Columbia Basin Hospital bans tobacco
EPHRATA - The Columbia Basin Hospital is banning tobacco use on the facility's property beginning Tuesday.
As part of a new tobacco policy, no one is allowed to use tobacco products on any hospital property including parking lots, private vehicles in parking lots or vehicles owned by the hospital.
"For state and federal law you haven't been able to smoke in public buildings for quite some time. By going tobacco-free on our campus means that they'll literally have to get off our property to smoke, and it's everybody, employees, patients, families, visitors, in-patient residents, it will apply to everybody," said Donna Knauss, president of the Columbia Basin Hospital Board of Commissioners.

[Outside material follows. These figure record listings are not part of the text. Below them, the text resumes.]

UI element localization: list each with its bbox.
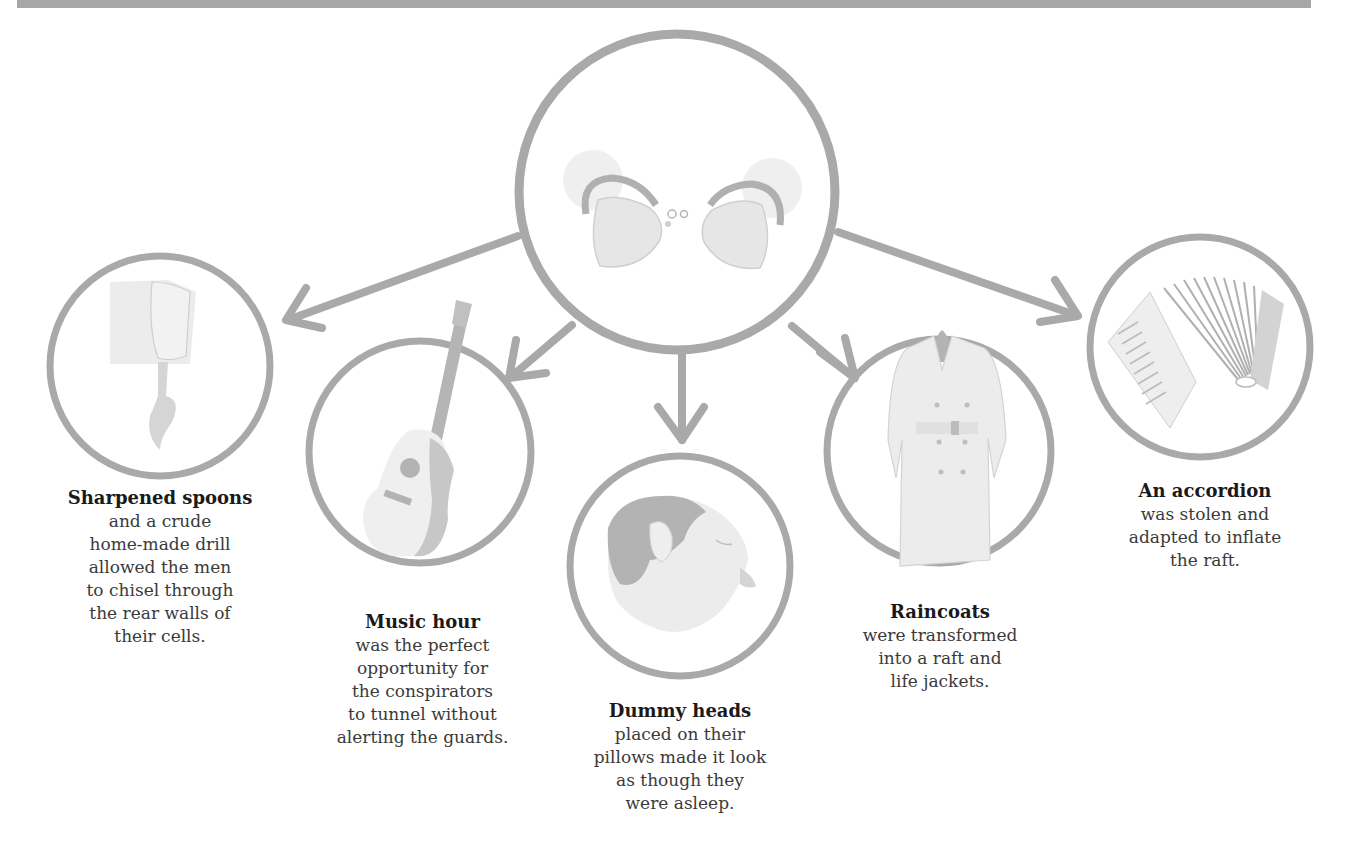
accordion-title: An accordion [1090,479,1320,503]
raincoat-icon [888,330,1006,566]
arrow-to-dummy [658,352,704,440]
sharpened-spoon-fist-icon [110,280,196,450]
dummy-caption: Dummy heads placed on their pillows made… [565,699,795,815]
guitar-caption: Music hour was the perfect opportunity f… [305,610,540,749]
dummy-description: placed on their pillows made it look as … [565,723,795,815]
guitar-title: Music hour [305,610,540,634]
arrow-to-raincoat [792,326,855,378]
handcuffs-broken-icon [563,150,802,268]
raincoat-description: were transformed into a raft and life ja… [830,624,1050,693]
accordion-caption: An accordion was stolen and adapted to i… [1090,479,1320,572]
spoons-title: Sharpened spoons [35,486,285,510]
raincoat-title: Raincoats [830,600,1050,624]
arrow-to-spoons [286,236,518,328]
spoons-description: and a crude home-made drill allowed the … [35,510,285,648]
raincoat-caption: Raincoats were transformed into a raft a… [830,600,1050,693]
spoons-caption: Sharpened spoons and a crude home-made d… [35,486,285,648]
dummy-title: Dummy heads [565,699,795,723]
guitar-description: was the perfect opportunity for the cons… [305,634,540,749]
accordion-description: was stolen and adapted to inflate the ra… [1090,503,1320,572]
arrow-to-accordion [838,232,1078,322]
dummy-head-icon [608,496,756,632]
arrow-to-guitar [509,325,572,378]
accordion-icon [1108,277,1284,428]
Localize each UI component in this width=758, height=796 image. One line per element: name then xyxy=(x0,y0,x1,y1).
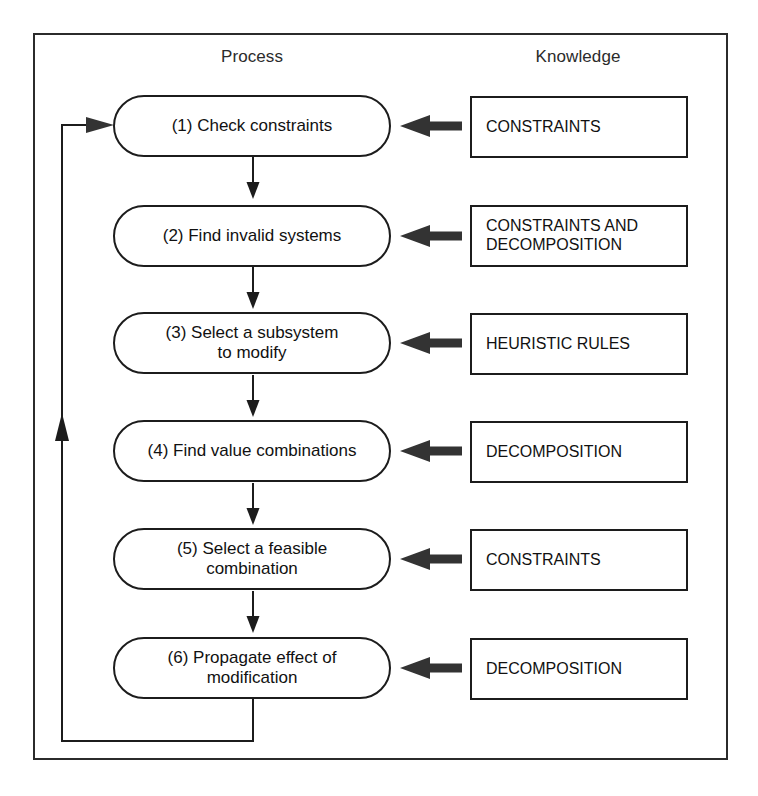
flow-arrow-5-to-6 xyxy=(238,591,268,634)
process-label-3: (3) Select a subsystem to modify xyxy=(156,323,349,363)
process-box-6[interactable]: (6) Propagate effect of modification xyxy=(113,637,391,699)
knowledge-box-2[interactable]: CONSTRAINTS AND DECOMPOSITION xyxy=(470,205,688,267)
process-box-1[interactable]: (1) Check constraints xyxy=(113,95,391,157)
knowledge-arrow-1 xyxy=(400,113,462,139)
knowledge-box-5[interactable]: CONSTRAINTS xyxy=(470,529,688,591)
process-label-4: (4) Find value combinations xyxy=(138,441,367,461)
flowchart-figure: Process Knowledge (1) Check constraints … xyxy=(0,0,758,796)
knowledge-label-3: HEURISTIC RULES xyxy=(472,335,630,354)
process-label-1: (1) Check constraints xyxy=(162,116,343,136)
knowledge-box-3[interactable]: HEURISTIC RULES xyxy=(470,313,688,375)
knowledge-box-4[interactable]: DECOMPOSITION xyxy=(470,421,688,483)
process-box-2[interactable]: (2) Find invalid systems xyxy=(113,205,391,267)
knowledge-label-2: CONSTRAINTS AND DECOMPOSITION xyxy=(472,217,638,254)
knowledge-arrow-5 xyxy=(400,546,462,572)
knowledge-label-5: CONSTRAINTS xyxy=(472,551,601,570)
flow-arrow-3-to-4 xyxy=(238,375,268,418)
knowledge-label-1: CONSTRAINTS xyxy=(472,118,601,137)
process-box-4[interactable]: (4) Find value combinations xyxy=(113,420,391,482)
flow-arrow-4-to-5 xyxy=(238,483,268,526)
process-box-5[interactable]: (5) Select a feasible combination xyxy=(113,528,391,590)
column-header-knowledge: Knowledge xyxy=(478,47,678,67)
process-label-5: (5) Select a feasible combination xyxy=(167,539,337,579)
knowledge-box-6[interactable]: DECOMPOSITION xyxy=(470,638,688,700)
flow-arrow-1-to-2 xyxy=(238,157,268,200)
knowledge-box-1[interactable]: CONSTRAINTS xyxy=(470,96,688,158)
knowledge-arrow-3 xyxy=(400,330,462,356)
knowledge-label-4: DECOMPOSITION xyxy=(472,443,622,462)
knowledge-arrow-2 xyxy=(400,223,462,249)
process-label-2: (2) Find invalid systems xyxy=(153,226,352,246)
process-label-6: (6) Propagate effect of modification xyxy=(158,648,347,688)
knowledge-arrow-6 xyxy=(400,655,462,681)
knowledge-label-6: DECOMPOSITION xyxy=(472,660,622,679)
process-box-3[interactable]: (3) Select a subsystem to modify xyxy=(113,312,391,374)
knowledge-arrow-4 xyxy=(400,438,462,464)
flow-arrow-2-to-3 xyxy=(238,267,268,310)
column-header-process: Process xyxy=(152,47,352,67)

The entire medical staff as well as additional employees worked on updating the hospital's tobacco policy for more than nine months, according to Columbia Basin Hospital Community Relations Coordinator Susan Scheib.
"We figured it would not be something that would happen in a day," says Columbia Basin Hospital Administrator Robert Reeder. "We're excited for this. This is a move a number of other hospitals in the state are going to also. Our vision is to be a health care provider in the community. If people want to come to us to improve their health than we really need to have this."

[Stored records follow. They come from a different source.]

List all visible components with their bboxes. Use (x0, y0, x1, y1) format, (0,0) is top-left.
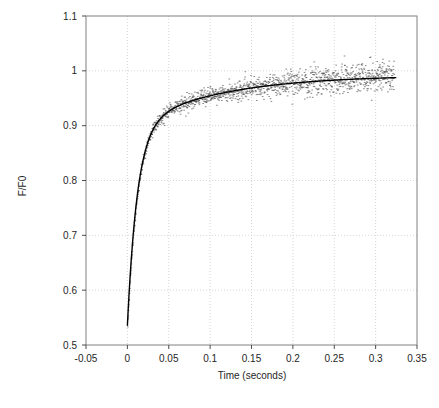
x-tick-label: 0.2 (286, 353, 300, 364)
y-tick-label: 1 (71, 65, 77, 76)
x-tick-label: 0.3 (369, 353, 383, 364)
x-axis-title: Time (seconds) (218, 370, 287, 381)
y-tick-label: 0.7 (63, 230, 77, 241)
y-tick-label: 0.6 (63, 285, 77, 296)
y-axis-title: F/F0 (17, 175, 28, 196)
chart-container: -0.0500.050.10.150.20.250.30.35 0.50.60.… (0, 0, 439, 408)
x-tick-label: 0.25 (325, 353, 345, 364)
y-tick-label: 1.1 (63, 11, 77, 22)
scatter-plot: -0.0500.050.10.150.20.250.30.35 0.50.60.… (0, 0, 439, 408)
x-tick-label: 0.35 (407, 353, 427, 364)
y-tick-label: 0.5 (63, 340, 77, 351)
x-tick-label: 0.15 (242, 353, 262, 364)
x-tick-label: 0 (125, 353, 131, 364)
y-tick-label: 0.9 (63, 120, 77, 131)
x-tick-label: 0.1 (203, 353, 217, 364)
x-tick-label: -0.05 (75, 353, 98, 364)
x-axis-tick-labels: -0.0500.050.10.150.20.250.30.35 (75, 353, 428, 364)
y-tick-label: 0.8 (63, 175, 77, 186)
x-tick-label: 0.05 (159, 353, 179, 364)
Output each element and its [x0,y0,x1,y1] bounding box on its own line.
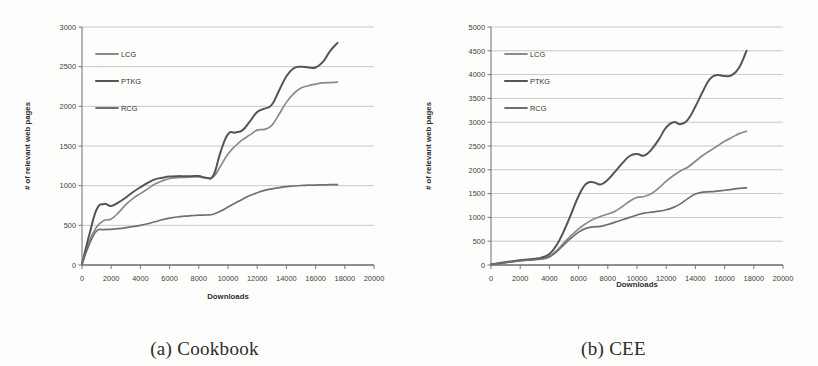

To help tobacco-using employees quit, the hospital offers to pay for a "first round" of smoking cessation such as nicotine gum or patches, according to Scheib.
"We're trying to put a program in place to help people quit," said Knauss. "If they don't want to quit they'll just have to go off the property, which can be hard but it is do-able."
"We're really trying to make this a positive thing, not a negative," says Knauss. "But I am sure there's going to be some heartburn over it. We will be putting up signs, and it will be really important at the front door, places where people traditionally stop and smoke."
Some of the new procedures outlined in the yet-to-be-adopted include eliminating the sale of tobacco products and prohibiting physicians from writing orders for patients to use tobacco on hospital property.
The draft indicates that if a patient refuses to comply with the tobacco-free policy, they will be reminded of the policy and have all tobacco products removed from their possession. Patients may have their tobacco products returned to them on discharge from the hospital.
Hospital employees who violate the policy will be documented and termination of employment can occur for repeat violations.
The updated tobacco policy will be presented to the board on Monday and enacted beginning Tuesday morning.